Minority Leader Nancy Pelosi of California has urged Speaker John A. Boehner of Ohio to cancel the planned district work period next week so both sides can work out a deal to avert the $85 billion automatic spending cuts under sequester.

“Democrats are eager to work with Republicans to find solutions, not sequesters,” Pelosi wrote in a letter to Boehner on Monday.

As both parties blamed one another for the impasse on the impending cuts under the 2011 debt limit law (PL 112-25), Pelosi sent a letter to Boehner to keep lawmakers in Washington so that negotiations could continue to avert automatic spending cuts.

Requests to postpone district work periods are a tactic often deployed by the minority party in a chamber or by a rival party that controls the other chamber, and such requests are routinely turned down. Still, Pelosi’s letter came as Republicans and Democrats both accused each other of inaction in the face of the looming sequester.

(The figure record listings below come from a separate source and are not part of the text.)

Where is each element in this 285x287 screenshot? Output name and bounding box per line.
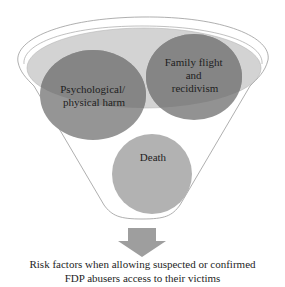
death-label: Death: [140, 151, 167, 163]
caption-line-1: Risk factors when allowing suspected or …: [0, 258, 285, 272]
death-circle: [112, 134, 192, 214]
funnel-diagram: Psychological/ physical harm Family flig…: [0, 0, 285, 287]
diagram-caption: Risk factors when allowing suspected or …: [0, 258, 285, 285]
caption-line-2: FDP abusers access to their victims: [0, 272, 285, 286]
down-arrow-icon: [118, 228, 166, 257]
psych-harm-label: Psychological/ physical harm: [60, 83, 128, 108]
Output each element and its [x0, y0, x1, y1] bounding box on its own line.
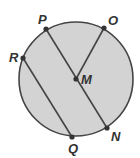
point-q	[69, 134, 74, 139]
label-n: N	[111, 129, 121, 144]
label-o: O	[108, 13, 118, 28]
point-n	[104, 125, 109, 130]
point-m	[73, 76, 78, 81]
point-p	[43, 26, 48, 31]
circle-diagram: P O R M N Q	[0, 0, 140, 158]
point-r	[20, 55, 25, 60]
label-p: P	[38, 12, 47, 27]
label-m: M	[81, 72, 93, 87]
label-r: R	[9, 50, 19, 65]
point-o	[101, 25, 106, 30]
label-q: Q	[68, 141, 78, 156]
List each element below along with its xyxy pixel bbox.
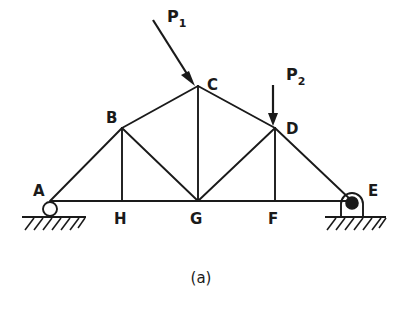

“Look, they knew this was coming more than a year ago, and yet they still haven’t put forward a serious proposal of replacement spending cuts,” Minority Leader Mitch McConnell of Kentucky said on the Senate floor on Monday. “What a colossal waste of time.”

With only a handful of legislative days before the sequester hits federal agency budgets starting March 1, Pelosi said the parties should start work on a compromise plan immediately.

“The House should not recess and members of Congress should not go home until we finish our work, reach an agreement and avert the crisis,” Pelosi said.

The top Democrat in the House said the scheduled cuts had “already injected uncertainty into the economy and sapped the confidence of consumers and the markets.”

Senate Democrats have been working on their own sequester replacement legislation aimed at averting the spending cuts. Majority Leader Harry Reid of Nevada has signaled that he plans to unveil the plan this week, but he has not made clear when it would be on the Senate floor.